Oracle Park was practically mine, empty except for a couple CS kids drifting around Series E startup booths, and old Lou Seal clowning around. I went back to the same seat I had ten years ago when the Mets shelled the Giants, just to see if the past would stick to me. That day the scoreboard was promising free Levi's if somebody dropped one into Levi's Landing. But we left the night lighter by the price of a ticket and a Giants hat, and snoozed the whole game.
I'd been a walking Warriors team store all throughout that trip in 2015. I didn't own any baseball gear, so in the absence of a Posey shirt, I wore a black‑and‑orange sweatsuit, and neon orange socks with a treasonous stripe of Mets blue hugging my ankle like a bad secret.
The Coke bottle monument still loomed over left - same bottle, different names for the park every few years (Pac Bell to SBC to AT&T to Oracle). I took a photo with Lou Seal, and the phone died before it could save it.

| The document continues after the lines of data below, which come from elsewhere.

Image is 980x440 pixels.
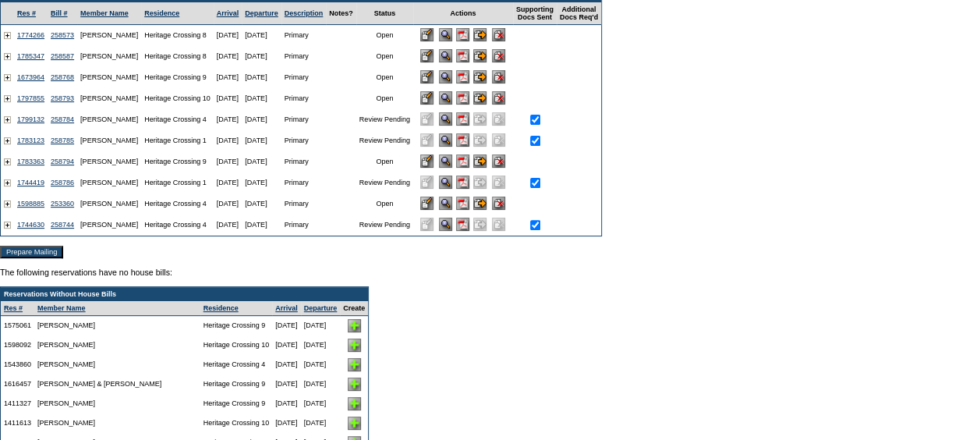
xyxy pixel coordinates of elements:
[77,151,141,173] td: [PERSON_NAME]
[340,301,368,316] td: Create
[420,154,433,168] input: Edit
[242,109,282,131] td: [DATE]
[473,92,486,105] input: Submit for Processing
[473,197,486,210] input: Submit for Processing
[1,287,368,301] td: Reservations Without House Bills
[492,70,505,83] input: Delete
[348,417,361,430] img: Add House Bill
[473,50,486,63] input: Submit for Processing
[420,197,433,210] input: Edit
[77,46,141,67] td: [PERSON_NAME]
[420,92,433,105] input: Edit
[4,95,11,102] img: plus.gif
[357,109,413,131] td: Review Pending
[326,3,357,25] td: Notes?
[282,88,327,109] td: Primary
[242,151,282,173] td: [DATE]
[456,218,469,231] img: b_pdf.gif
[245,9,278,17] a: Departure
[141,193,214,215] td: Heritage Crossing 4
[301,375,341,394] td: [DATE]
[214,25,243,46] td: [DATE]
[77,173,141,193] td: [PERSON_NAME]
[201,316,273,335] td: Heritage Crossing 9
[77,193,141,215] td: [PERSON_NAME]
[273,355,301,375] td: [DATE]
[473,28,486,41] input: Submit for Processing
[50,9,68,17] a: Bill #
[492,92,505,105] input: Delete
[50,200,74,207] a: 253360
[141,215,214,235] td: Heritage Crossing 4
[456,197,469,210] img: b_pdf.gif
[77,25,141,46] td: [PERSON_NAME]
[420,176,433,189] img: Edit
[242,46,282,67] td: [DATE]
[273,375,301,394] td: [DATE]
[35,316,201,335] td: [PERSON_NAME]
[304,305,338,312] a: Departure
[301,355,341,375] td: [DATE]
[214,46,243,67] td: [DATE]
[439,218,453,231] input: View
[17,158,45,165] a: 1783363
[77,88,141,109] td: [PERSON_NAME]
[282,215,327,235] td: Primary
[17,9,35,17] a: Res #
[439,28,453,41] input: View
[214,88,243,109] td: [DATE]
[141,109,214,131] td: Heritage Crossing 4
[1,316,35,335] td: 1575061
[77,131,141,151] td: [PERSON_NAME]
[357,215,413,235] td: Review Pending
[301,414,341,433] td: [DATE]
[357,25,413,46] td: Open
[17,220,45,229] a: 1744630
[357,46,413,67] td: Open
[214,215,243,235] td: [DATE]
[141,151,214,173] td: Heritage Crossing 9
[4,116,11,123] img: plus.gif
[50,52,74,60] a: 258587
[282,131,327,151] td: Primary
[420,134,433,147] img: Edit
[492,197,505,210] input: Delete
[456,176,469,189] img: b_pdf.gif
[282,173,327,193] td: Primary
[35,414,201,433] td: [PERSON_NAME]
[282,46,327,67] td: Primary
[35,335,201,355] td: [PERSON_NAME]
[456,70,469,83] img: b_pdf.gif
[141,173,214,193] td: Heritage Crossing 1
[439,92,453,105] input: View
[214,131,243,151] td: [DATE]
[273,335,301,355] td: [DATE]
[473,70,486,83] input: Submit for Processing
[439,134,453,147] input: View
[141,131,214,151] td: Heritage Crossing 1
[214,151,243,173] td: [DATE]
[282,67,327,88] td: Primary
[35,375,201,394] td: [PERSON_NAME] & [PERSON_NAME]
[17,200,45,207] a: 1598885
[201,335,273,355] td: Heritage Crossing 10
[348,358,361,372] img: Add House Bill
[473,134,486,147] img: Submit for Processing
[456,154,469,168] img: b_pdf.gif
[242,25,282,46] td: [DATE]
[141,67,214,88] td: Heritage Crossing 9
[456,112,469,125] img: b_pdf.gif
[77,215,141,235] td: [PERSON_NAME]
[4,221,11,229] img: plus.gif
[4,32,11,39] img: plus.gif
[492,50,505,63] input: Delete
[242,131,282,151] td: [DATE]
[50,74,74,81] a: 258768
[4,137,11,145] img: plus.gif
[1,394,35,414] td: 1411327
[420,70,433,83] input: Edit
[492,218,505,231] img: Delete
[4,179,11,187] img: plus.gif
[492,112,505,125] img: Delete
[50,220,74,229] a: 258744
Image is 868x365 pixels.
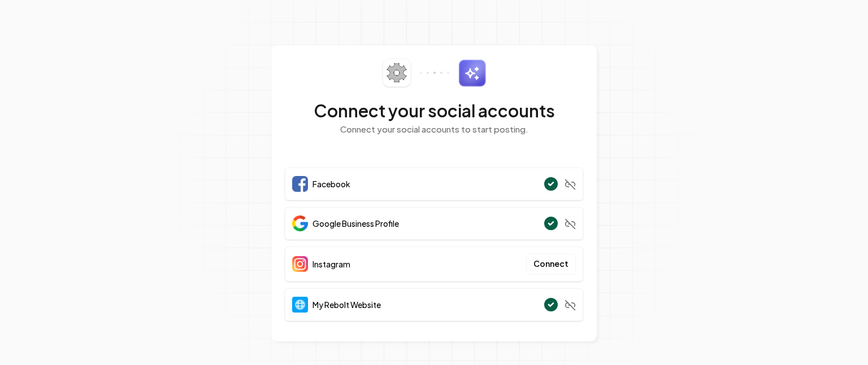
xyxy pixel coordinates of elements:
[285,123,583,136] p: Connect your social accounts to start posting.
[526,254,576,275] button: Connect
[312,218,399,229] span: Google Business Profile
[292,176,308,192] img: Facebook
[458,59,486,87] img: sparkles.svg
[312,178,350,190] span: Facebook
[285,100,583,121] h2: Connect your social accounts
[420,72,449,74] img: connector-dots.svg
[312,258,350,270] span: Instagram
[312,299,381,311] span: My Rebolt Website
[292,297,308,313] img: Website
[292,256,308,272] img: Instagram
[292,216,308,231] img: Google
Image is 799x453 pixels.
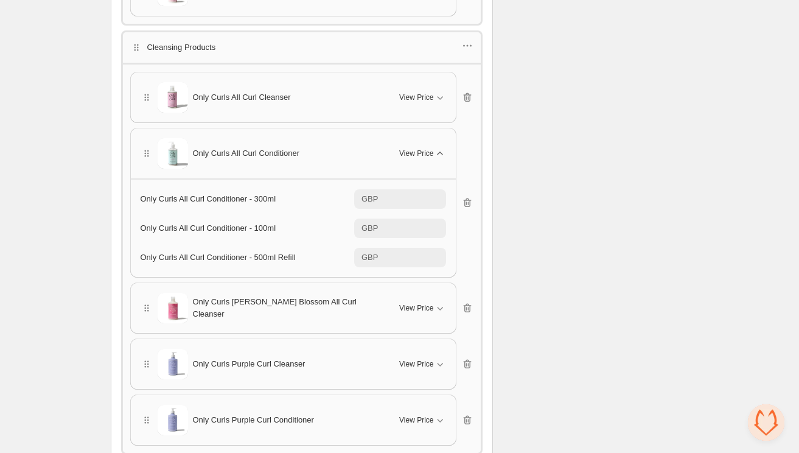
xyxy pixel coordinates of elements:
span: View Price [399,415,434,425]
div: GBP [362,222,378,234]
button: View Price [392,410,453,430]
span: Only Curls All Curl Conditioner [193,147,300,160]
span: Only Curls [PERSON_NAME] Blossom All Curl Cleanser [193,296,385,320]
span: View Price [399,359,434,369]
img: Only Curls Berry Blossom All Curl Cleanser [158,293,188,323]
p: Cleansing Products [147,41,216,54]
span: View Price [399,93,434,102]
button: View Price [392,144,453,163]
div: GBP [362,251,378,264]
span: Only Curls All Curl Conditioner - 300ml [141,194,276,203]
span: Only Curls All Curl Conditioner - 500ml Refill [141,253,296,262]
span: Only Curls All Curl Cleanser [193,91,291,104]
button: View Price [392,354,453,374]
img: Only Curls Purple Curl Conditioner [158,405,188,435]
span: View Price [399,149,434,158]
button: View Price [392,88,453,107]
img: Only Curls Purple Curl Cleanser [158,349,188,379]
div: Open chat [748,404,785,441]
span: Only Curls Purple Curl Cleanser [193,358,306,370]
button: View Price [392,298,453,318]
img: Only Curls All Curl Conditioner [158,138,188,169]
span: Only Curls All Curl Conditioner - 100ml [141,223,276,233]
img: Only Curls All Curl Cleanser [158,82,188,113]
span: View Price [399,303,434,313]
span: Only Curls Purple Curl Conditioner [193,414,314,426]
div: GBP [362,193,378,205]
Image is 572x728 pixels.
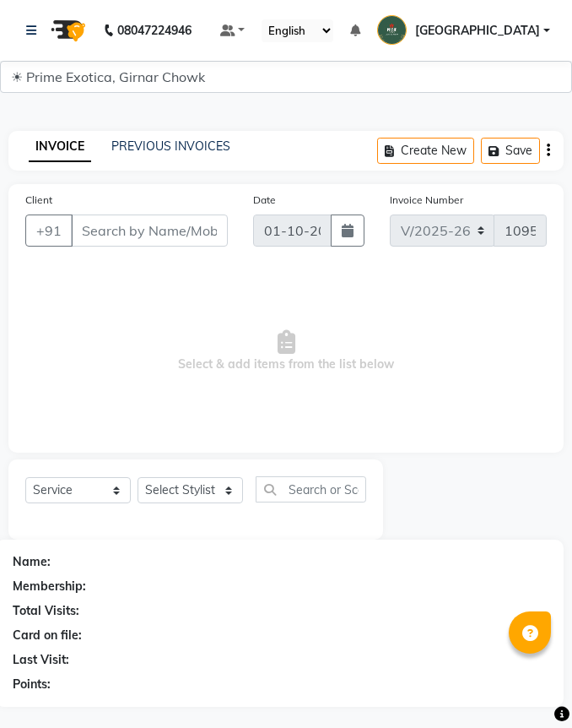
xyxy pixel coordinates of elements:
[117,7,192,54] b: 08047224946
[71,215,227,246] input: Search by Name/Mobile/Email/Code
[253,192,276,208] label: Date
[111,139,230,154] a: PREVIOUS INVOICES
[13,602,80,619] div: Total Visits:
[377,138,474,164] button: Create New
[415,22,540,39] span: [GEOGRAPHIC_DATA]
[377,15,406,45] img: Chandrapur
[13,553,51,571] div: Name:
[13,627,81,644] div: Card on file:
[29,132,91,162] a: INVOICE
[25,215,72,246] button: +91
[13,676,51,693] div: Points:
[25,192,52,208] label: Client
[13,577,86,595] div: Membership:
[256,476,366,502] input: Search or Scan
[25,267,547,436] span: Select & add items from the list below
[389,192,463,208] label: Invoice Number
[43,7,90,54] img: logo
[13,651,69,669] div: Last Visit:
[481,138,540,164] button: Save
[501,661,555,711] iframe: chat widget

At a stand I asked this vendor - maybe twenty, arms crossed and a grin far older than he was - if I could take another Diet Coke. "Of course. I've got a million in the front, I've got a million in the back."
There wasn't much more to it: kids selling themselves to startups with résumés sporting Stanford, MIT, and Georgia Tech, and startups selling themselves right back with sweet merch and logos you can wear so the night has a name. And the Coke bottle, just hanging there, winning again, lodging itself in my dumb head while I walked out with two. Man, I sure love Coca‑Cola (and the Giants, and the Warriors, and Levi's, and Oracle, and Ramp®).